> **TASK INSTRUCTIONS**
Repeat exactly each line of the material, starting from the line that contains "has height=919, width=1633." and finishing with the final line.
[[ AVAILABLE DATA open ]]
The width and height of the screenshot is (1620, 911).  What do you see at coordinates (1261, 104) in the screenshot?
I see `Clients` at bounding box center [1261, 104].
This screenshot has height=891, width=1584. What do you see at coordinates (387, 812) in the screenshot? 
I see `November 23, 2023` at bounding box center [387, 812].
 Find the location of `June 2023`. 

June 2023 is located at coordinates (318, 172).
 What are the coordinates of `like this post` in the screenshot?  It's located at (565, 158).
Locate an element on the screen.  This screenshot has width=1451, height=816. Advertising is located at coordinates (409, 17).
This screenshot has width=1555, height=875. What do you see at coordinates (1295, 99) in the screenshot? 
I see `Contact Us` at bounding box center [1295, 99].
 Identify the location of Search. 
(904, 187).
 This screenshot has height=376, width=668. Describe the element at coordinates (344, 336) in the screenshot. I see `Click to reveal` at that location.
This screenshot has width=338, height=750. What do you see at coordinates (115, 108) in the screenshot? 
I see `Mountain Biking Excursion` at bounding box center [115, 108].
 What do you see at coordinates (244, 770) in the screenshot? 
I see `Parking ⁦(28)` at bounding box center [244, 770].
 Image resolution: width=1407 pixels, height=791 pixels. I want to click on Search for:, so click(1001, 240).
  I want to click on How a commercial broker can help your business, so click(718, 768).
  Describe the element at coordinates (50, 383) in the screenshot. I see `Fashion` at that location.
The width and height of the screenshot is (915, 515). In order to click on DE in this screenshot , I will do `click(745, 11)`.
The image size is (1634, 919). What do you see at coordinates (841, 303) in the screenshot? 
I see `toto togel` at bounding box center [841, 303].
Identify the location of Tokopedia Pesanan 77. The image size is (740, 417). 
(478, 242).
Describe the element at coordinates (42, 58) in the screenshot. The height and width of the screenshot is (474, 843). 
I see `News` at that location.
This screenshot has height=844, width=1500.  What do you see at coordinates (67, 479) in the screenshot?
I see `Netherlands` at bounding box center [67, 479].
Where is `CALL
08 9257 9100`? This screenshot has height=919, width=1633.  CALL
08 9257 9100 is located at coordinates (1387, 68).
[[ AVAILABLE DATA closed ]]
> **ANSWER SPACE**
08 9257 9100`? This screenshot has height=919, width=1633.  CALL
08 9257 9100 is located at coordinates (1387, 68).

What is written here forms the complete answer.